Today started grey and early, shimmering gloom but the forecast was good. Patches of clearing, glimpsed and snatched away again, but leaving a little more behind at each clearing.
The Zodiac scrunched against the rock of Saddle Island; a strong swell but we scrabbled ashore on wet, slithery rocks. Climbed the steep tussac to the plateau and then we split off to the four winds of the island, high above the surging sea.
The sun breaks through: two wandering albatrosses gaze back, massively white, sitting patiently with oversize beaks. Giant petrels everywhere, squashed on young chicks, yelling protection. The ground is riddled with the holes of burrow-nesting petrels - white-chins, diving petrels, prions.
White-chinned petrels swoop, circling to their nests as the sun builds. The occasional clipped crack of icebergs breaking and the low roar of a big glacier calving pierces the brilliant stillness.
The seascape clears, straggling wisps of cloud linger against the brilliant blue of the sea studded with small bergs, the wet green of the tussac, the shiny majesty of a thousand rocky peaks, un-named, unclimbed, untouched. The rocky scree of our island for the day climbs steeply to end abruptly in a 600 foot plunge to the sea.
Our paradise of the perfect morning is broken by the finding of rat droppings. Then a skull; I hear rodent scurrying among the high tussac. Brought to South Georgia by people, rats are a serious pest here: they eat the burrow-nesting birds. And already, they have cleared out the pipits.
Our morning's idyll has found the beginnings of a nightmare. Our brief visit has made Saddle Island a top conservation priority: without a rat eradication programme the burrows will fall silent in ten, maybe 20 years. Thank goodness we've found this now, while there is still time to act.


• [TASK INSTRUCTIONS]: Would you repeat the entries below word for word and omit the pictures?

• [RECORDS SUPPLIED]:
____________

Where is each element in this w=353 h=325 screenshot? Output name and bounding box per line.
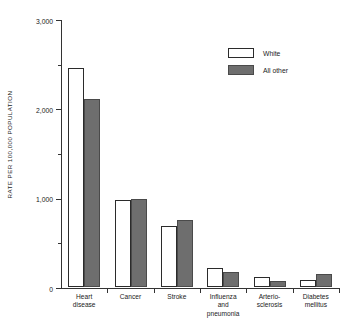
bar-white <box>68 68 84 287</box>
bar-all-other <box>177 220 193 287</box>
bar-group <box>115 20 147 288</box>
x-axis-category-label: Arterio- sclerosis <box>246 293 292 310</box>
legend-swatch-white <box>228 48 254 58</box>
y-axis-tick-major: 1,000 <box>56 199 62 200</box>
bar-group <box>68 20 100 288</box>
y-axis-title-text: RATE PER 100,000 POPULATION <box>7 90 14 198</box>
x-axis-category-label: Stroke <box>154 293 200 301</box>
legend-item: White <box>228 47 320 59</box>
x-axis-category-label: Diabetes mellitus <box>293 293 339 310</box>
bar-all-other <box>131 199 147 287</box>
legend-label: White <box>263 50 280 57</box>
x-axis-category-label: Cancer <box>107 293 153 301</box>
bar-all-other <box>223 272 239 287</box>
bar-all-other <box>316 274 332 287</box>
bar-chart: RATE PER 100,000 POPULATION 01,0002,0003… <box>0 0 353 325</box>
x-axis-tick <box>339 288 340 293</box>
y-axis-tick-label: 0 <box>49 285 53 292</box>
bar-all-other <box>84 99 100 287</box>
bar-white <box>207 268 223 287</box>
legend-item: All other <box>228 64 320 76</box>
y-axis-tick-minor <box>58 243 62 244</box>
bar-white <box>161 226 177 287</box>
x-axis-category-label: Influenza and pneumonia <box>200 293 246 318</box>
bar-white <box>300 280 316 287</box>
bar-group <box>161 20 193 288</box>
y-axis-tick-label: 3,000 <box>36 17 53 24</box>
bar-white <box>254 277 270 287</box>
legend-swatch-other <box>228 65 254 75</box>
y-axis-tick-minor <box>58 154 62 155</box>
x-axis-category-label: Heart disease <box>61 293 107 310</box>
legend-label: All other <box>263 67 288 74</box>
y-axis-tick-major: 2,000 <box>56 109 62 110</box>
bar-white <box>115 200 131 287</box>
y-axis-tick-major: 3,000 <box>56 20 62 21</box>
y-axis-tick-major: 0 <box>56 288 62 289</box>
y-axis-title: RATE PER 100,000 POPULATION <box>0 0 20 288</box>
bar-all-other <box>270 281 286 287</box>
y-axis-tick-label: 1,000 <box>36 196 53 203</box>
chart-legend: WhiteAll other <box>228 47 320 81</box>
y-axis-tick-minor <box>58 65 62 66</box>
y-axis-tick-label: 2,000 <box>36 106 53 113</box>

____________

• [OUTPUT OF THE TASK]:
Where is each element in this w=353 h=325 screenshot? Output name and bounding box per line.
bar-white <box>68 68 84 287</box>
bar-all-other <box>177 220 193 287</box>
bar-group <box>115 20 147 288</box>
x-axis-category-label: Arterio- sclerosis <box>246 293 292 310</box>
legend-swatch-white <box>228 48 254 58</box>
y-axis-tick-major: 1,000 <box>56 199 62 200</box>
bar-group <box>68 20 100 288</box>
y-axis-title-text: RATE PER 100,000 POPULATION <box>7 90 14 198</box>
x-axis-category-label: Stroke <box>154 293 200 301</box>
legend-item: White <box>228 47 320 59</box>
x-axis-category-label: Diabetes mellitus <box>293 293 339 310</box>
bar-all-other <box>131 199 147 287</box>
legend-label: White <box>263 50 280 57</box>
x-axis-category-label: Cancer <box>107 293 153 301</box>
bar-all-other <box>223 272 239 287</box>
bar-all-other <box>316 274 332 287</box>
bar-chart: RATE PER 100,000 POPULATION 01,0002,0003… <box>0 0 353 325</box>
x-axis-tick <box>339 288 340 293</box>
y-axis-tick-label: 0 <box>49 285 53 292</box>
bar-all-other <box>84 99 100 287</box>
bar-white <box>207 268 223 287</box>
legend-item: All other <box>228 64 320 76</box>
y-axis-tick-minor <box>58 243 62 244</box>
bar-white <box>161 226 177 287</box>
x-axis-category-label: Influenza and pneumonia <box>200 293 246 318</box>
bar-white <box>300 280 316 287</box>
bar-group <box>161 20 193 288</box>
y-axis-tick-label: 3,000 <box>36 17 53 24</box>
bar-white <box>254 277 270 287</box>
legend-swatch-other <box>228 65 254 75</box>
y-axis-tick-minor <box>58 154 62 155</box>
x-axis-category-label: Heart disease <box>61 293 107 310</box>
legend-label: All other <box>263 67 288 74</box>
y-axis-tick-major: 2,000 <box>56 109 62 110</box>
bar-white <box>115 200 131 287</box>
y-axis-tick-major: 3,000 <box>56 20 62 21</box>
y-axis-tick-major: 0 <box>56 288 62 289</box>
y-axis-title: RATE PER 100,000 POPULATION <box>0 0 20 288</box>
bar-all-other <box>270 281 286 287</box>
y-axis-tick-label: 1,000 <box>36 196 53 203</box>
chart-legend: WhiteAll other <box>228 47 320 81</box>
y-axis-tick-minor <box>58 65 62 66</box>
y-axis-tick-label: 2,000 <box>36 106 53 113</box>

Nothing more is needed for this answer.